How To Install a Heated Floor

No More Cold Feet: Installing a Heated Floor


Installing a Heated Floor

If your home has a lot of problems with drafts in the winter and your heating bill is too high, you might want to consider installing a heated floor. And, if you install a heated floor and still want carpet (as it feels better on the feet) there is a type of carpet you should buy. If you put the wrong carpet over a heated floor you will actually not save on heating because the unit will have to work harder. Or, it could be you are going to lay new ceramic tile and don’t want to walk on a cold floor each morning.

The radiant-heated floor is a solution for warming your house plus saving on heating costs. This type of floor has been in European homes for quite some time. Water is heated to between 80 and 125 degrees Fahrenheit and run through tubing installed underneath the top of the floor. A very easy structure to build is what is known as a suspended heated floor that can be installed over the top of your existing concrete floor.

The design is simple. First of all, you make sure you have a flat hard surface (usually your concrete foundation). What you will do is take lumber and build a frame the shape of your room that will suspend a sheet of plywood over rubber tubing that runs the hot water. This is why it is called “suspended” because the top level of plywood is suspended over the hot water tube.

Use 2 by 4-inch lumber to lay out the frame of your suspended floor. The suspended floor will be raised about 1 and one half inches so that the rubber tubing will rest underneath with no pressure on top of it. The 2 by 4s are spaced out evenly and laid flat. These are called sleepers and the rubber tubing is run up and down within each cell. The idea is to run the tubing so that it covers the maximum amount of floor.
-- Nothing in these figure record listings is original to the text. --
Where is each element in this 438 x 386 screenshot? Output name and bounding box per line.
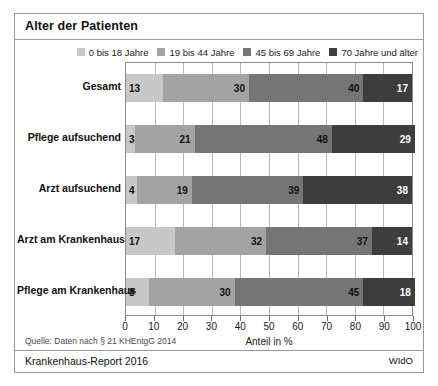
- bar-segment: 17: [126, 227, 175, 255]
- bar-row: 8304518: [126, 278, 412, 306]
- category-label: Pflege am Krankenhaus: [17, 284, 125, 296]
- category-label: Gesamt: [17, 80, 125, 92]
- bar-value-label: 30: [234, 83, 245, 94]
- x-tick-label: 40: [235, 321, 246, 332]
- category-label: Arzt aufsuchend: [17, 182, 125, 194]
- legend-swatch-icon: [157, 48, 165, 56]
- bar-segment: 45: [235, 278, 364, 306]
- legend-swatch-icon: [329, 48, 337, 56]
- bar-segment: 14: [372, 227, 412, 255]
- legend-item: 45 bis 69 Jahre: [243, 47, 320, 58]
- bar-value-label: 48: [317, 134, 328, 145]
- legend-item: 0 bis 18 Jahre: [77, 47, 149, 58]
- figure-title-bar: Alter der Patienten: [15, 14, 423, 40]
- bar-segment: 29: [332, 125, 415, 153]
- legend-label: 0 bis 18 Jahre: [89, 47, 149, 58]
- bar-segment: 17: [363, 74, 412, 102]
- x-tick-label: 70: [321, 321, 332, 332]
- x-tick-label: 50: [263, 321, 274, 332]
- category-axis-labels: GesamtPflege aufsuchendArzt aufsuchendAr…: [15, 62, 125, 316]
- source-note: Quelle: Daten nach § 21 KHEntgG 2014: [25, 336, 176, 346]
- legend-item: 19 bis 44 Jahre: [157, 47, 234, 58]
- bar-value-label: 21: [180, 134, 191, 145]
- bar-value-label: 19: [177, 185, 188, 196]
- x-tick-label: 10: [148, 321, 159, 332]
- bar-value-label: 40: [348, 83, 359, 94]
- legend-item: 70 Jahre und älter: [329, 47, 418, 58]
- bar-segment: 30: [149, 278, 235, 306]
- bar-segment: 38: [303, 176, 412, 204]
- bar-value-label: 17: [129, 235, 140, 246]
- bar-value-label: 29: [400, 134, 411, 145]
- bar-series-container: 1330401732148294193938173237148304518: [126, 63, 412, 315]
- page-title: Alter der Patienten: [25, 19, 138, 33]
- legend-label: 70 Jahre und älter: [341, 47, 418, 58]
- bar-value-label: 14: [397, 235, 408, 246]
- bar-segment: 19: [137, 176, 191, 204]
- report-name: Krankenhaus-Report 2016: [25, 355, 148, 367]
- plot-area: 1330401732148294193938173237148304518: [125, 62, 413, 316]
- x-tick-label: 30: [206, 321, 217, 332]
- figure-panel: Alter der Patienten 0 bis 18 Jahre19 bis…: [14, 13, 424, 373]
- chart-legend: 0 bis 18 Jahre19 bis 44 Jahre45 bis 69 J…: [15, 44, 423, 60]
- bar-row: 3214829: [126, 125, 412, 153]
- x-axis-tick-labels: 0102030405060708090100: [125, 321, 413, 335]
- bar-segment: 39: [192, 176, 304, 204]
- bar-row: 13304017: [126, 74, 412, 102]
- bar-row: 17323714: [126, 227, 412, 255]
- bar-value-label: 4: [129, 185, 135, 196]
- legend-swatch-icon: [77, 48, 85, 56]
- bar-segment: 40: [249, 74, 363, 102]
- bar-segment: 30: [163, 74, 249, 102]
- publisher-name: WIdO: [389, 355, 413, 366]
- legend-label: 45 bis 69 Jahre: [255, 47, 320, 58]
- bar-value-label: 39: [288, 185, 299, 196]
- x-tick-label: 90: [379, 321, 390, 332]
- bar-value-label: 37: [357, 235, 368, 246]
- bar-value-label: 32: [251, 235, 262, 246]
- figure-footer-bar: Krankenhaus-Report 2016 WIdO: [15, 350, 423, 372]
- bar-value-label: 38: [397, 185, 408, 196]
- bar-value-label: 30: [220, 286, 231, 297]
- x-tick-label: 0: [122, 321, 128, 332]
- bar-segment: 32: [175, 227, 267, 255]
- legend-swatch-icon: [243, 48, 251, 56]
- bar-segment: 13: [126, 74, 163, 102]
- bar-value-label: 18: [400, 286, 411, 297]
- bar-value-label: 17: [397, 83, 408, 94]
- bar-segment: 3: [126, 125, 135, 153]
- x-tick-label: 20: [177, 321, 188, 332]
- bar-segment: 4: [126, 176, 137, 204]
- x-tick-label: 60: [292, 321, 303, 332]
- bar-row: 4193938: [126, 176, 412, 204]
- category-label: Arzt am Krankenhaus: [17, 233, 125, 245]
- category-label: Pflege aufsuchend: [17, 131, 125, 143]
- x-tick-label: 100: [405, 321, 422, 332]
- bar-value-label: 13: [129, 83, 140, 94]
- bar-segment: 18: [363, 278, 414, 306]
- bar-segment: 21: [135, 125, 195, 153]
- legend-label: 19 bis 44 Jahre: [169, 47, 234, 58]
- bar-value-label: 45: [348, 286, 359, 297]
- x-tick-label: 80: [350, 321, 361, 332]
- bar-segment: 48: [195, 125, 332, 153]
- bar-segment: 37: [266, 227, 372, 255]
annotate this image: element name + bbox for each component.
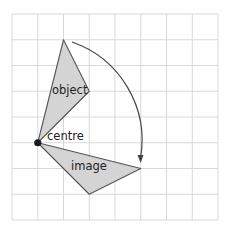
object-label: object (52, 83, 88, 97)
image-label: image (71, 159, 107, 173)
arrowhead-icon (138, 155, 144, 163)
grid (12, 14, 218, 220)
centre-label: centre (47, 129, 84, 143)
centre-point (34, 139, 41, 146)
rotation-diagram: object centre image (0, 0, 230, 228)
Once the suspended floor frame is built and the rubber tubing run, you now have to use a substance to conduct the heat and disperse it evenly. Simple sand spread out evenly within the suspended frame is an excellent and inexpensive heat conductor. If you do not want to use sand then aluminum sheeting will work too. Finally, nail plywood to the top of the frame and then install your ceramic tiles, hardwood flooring, or carpet.
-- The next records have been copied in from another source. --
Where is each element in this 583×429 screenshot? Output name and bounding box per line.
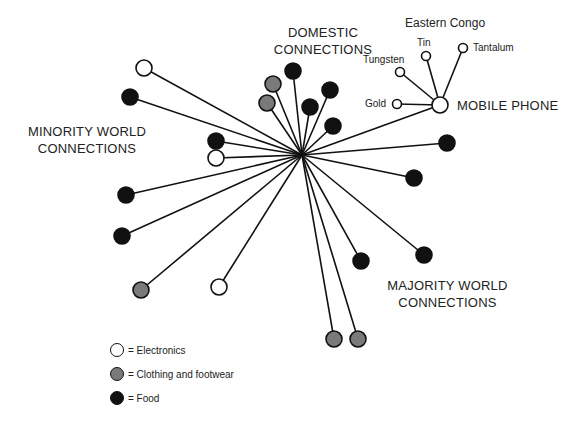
mineral-node (459, 44, 468, 53)
gold-label: Gold (365, 98, 386, 109)
majority-line1: MAJORITY WORLD (380, 277, 515, 294)
legend-label: = Food (128, 393, 159, 404)
food-node (208, 133, 224, 149)
legend-electronics: = Electronics (110, 343, 186, 357)
majority-label: MAJORITY WORLD CONNECTIONS (380, 277, 515, 311)
food-node (285, 63, 301, 79)
mineral-node (422, 52, 431, 61)
food-node (353, 253, 369, 269)
electronics-swatch-icon (110, 343, 124, 357)
clothing-node (350, 331, 366, 347)
electronics-node (136, 60, 152, 76)
legend-label: = Clothing and footwear (128, 369, 234, 380)
domestic-label: DOMESTIC CONNECTIONS (268, 24, 378, 58)
domestic-line2: CONNECTIONS (268, 41, 378, 58)
network-diagram (0, 0, 583, 429)
mineral-node (393, 100, 402, 109)
electronics-node (432, 97, 448, 113)
electronics-node (208, 150, 224, 166)
minority-line1: MINORITY WORLD (22, 123, 152, 140)
clothing-swatch-icon (110, 367, 124, 381)
food-node (322, 82, 338, 98)
food-node (118, 187, 134, 203)
clothing-node (133, 282, 149, 298)
mobile-phone-label: MOBILE PHONE (457, 97, 558, 114)
food-node (122, 89, 138, 105)
eastern-congo-label: Eastern Congo (405, 16, 485, 30)
legend-food: = Food (110, 391, 159, 405)
tin-label: Tin (417, 37, 431, 48)
food-node (406, 170, 422, 186)
food-swatch-icon (110, 391, 124, 405)
food-node (439, 135, 455, 151)
clothing-node (259, 95, 275, 111)
minority-label: MINORITY WORLD CONNECTIONS (22, 123, 152, 157)
food-node (416, 247, 432, 263)
mineral-node (396, 68, 405, 77)
electronics-node (211, 279, 227, 295)
food-node (302, 99, 318, 115)
food-node (114, 228, 130, 244)
majority-line2: CONNECTIONS (380, 294, 515, 311)
tungsten-label: Tungsten (363, 54, 404, 65)
minority-line2: CONNECTIONS (22, 140, 152, 157)
tantalum-label: Tantalum (473, 42, 514, 53)
food-node (325, 118, 341, 134)
clothing-node (265, 76, 281, 92)
legend-clothing: = Clothing and footwear (110, 367, 234, 381)
legend-label: = Electronics (128, 345, 186, 356)
domestic-line1: DOMESTIC (268, 24, 378, 41)
clothing-node (326, 331, 342, 347)
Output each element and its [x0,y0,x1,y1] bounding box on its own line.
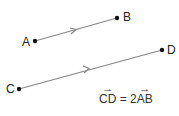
vector-ab-symbol: AB [137,92,153,106]
point-d [160,48,164,52]
coefficient: 2 [130,92,137,106]
point-a [33,39,37,43]
vector-cd-symbol: CD [99,92,116,106]
formula: CD = 2AB [99,92,153,106]
label-d: D [167,43,176,57]
label-a: A [22,35,30,49]
label-c: C [6,82,15,96]
label-b: B [123,10,131,24]
vector-diagram: A B C D CD = 2AB [0,0,179,116]
point-c [17,87,21,91]
equals-sign: = [120,92,127,106]
point-b [115,16,119,20]
arrowhead-icon [83,66,89,73]
vector-ab [35,18,117,41]
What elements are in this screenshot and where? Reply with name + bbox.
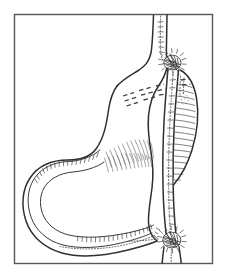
- illustration-plate: [0, 0, 231, 278]
- anatomical-drawing: [0, 0, 231, 278]
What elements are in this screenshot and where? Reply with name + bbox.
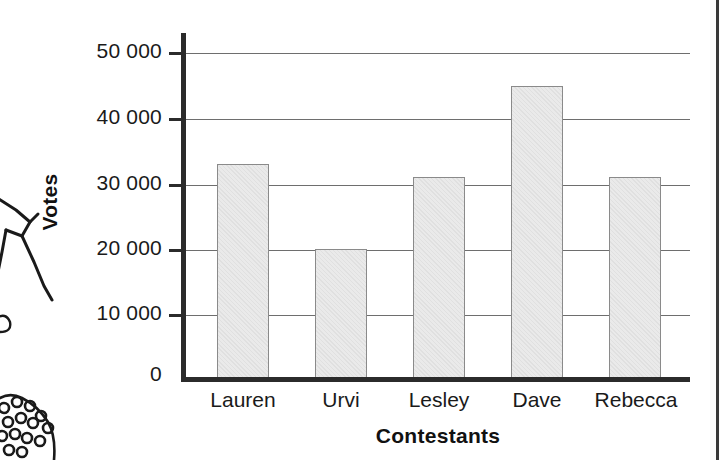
y-tick-label: 10 000 (52, 301, 162, 325)
y-tick-label: 0 (52, 362, 162, 386)
x-tick-label-lauren: Lauren (185, 388, 301, 412)
y-tick-mark-30000 (169, 184, 185, 187)
x-tick-label-urvi: Urvi (289, 388, 393, 412)
y-tick-mark-10000 (169, 314, 185, 317)
x-tick-label-rebecca: Rebecca (575, 388, 697, 412)
y-axis-line (181, 33, 186, 382)
gridline-50000 (186, 53, 690, 54)
x-axis-line (181, 377, 690, 382)
x-tick-label-dave: Dave (489, 388, 585, 412)
page-edge-rule (716, 0, 719, 460)
bar-urvi (315, 249, 367, 379)
x-tick-label-lesley: Lesley (385, 388, 493, 412)
y-tick-mark-40000 (169, 118, 185, 121)
y-tick-label: 30 000 (52, 171, 162, 195)
bar-chart: 50 000 40 000 30 000 20 000 10 000 0 Lau… (0, 0, 723, 460)
y-axis-title: Votes (38, 147, 62, 257)
x-axis-title: Contestants (186, 424, 690, 448)
bar-lauren (217, 164, 269, 379)
gridline-40000 (186, 119, 690, 120)
y-tick-mark-20000 (169, 249, 185, 252)
y-tick-label: 20 000 (52, 236, 162, 260)
bar-dave (511, 86, 563, 379)
page-canvas: 50 000 40 000 30 000 20 000 10 000 0 Lau… (0, 0, 723, 460)
y-tick-label: 50 000 (52, 39, 162, 63)
bar-lesley (413, 177, 465, 379)
y-tick-mark-50000 (169, 52, 185, 55)
y-tick-label: 40 000 (52, 105, 162, 129)
bar-rebecca (609, 177, 661, 379)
You will have to place the feeder and return leads of the tubing where your boiler unit is. There are various vendors who sell the units. One catalog can be found at http://www.electromn.com/pdf/BL003.pdf. There are different boiler options. Some even have units that heat the water through solar panels.

The other item to address is if you want to lay carpet as the top flooring. Before you decide which type of carpet to buy you must consider the thermal resistance/R-value of both the carpet and the carpet pad. If your carpet has a high R-value then it will actually insulate you on the surface from the heated tubing below. Your pump will have to work harder to get heat to the surface.

The carpet you buy should have an R-value between 2.0 and 4.0—preferably 2.0. Choose lower-pile carpeting and if you can avoid the pad. If you want the pad then it should have the same of lower R-value if possible.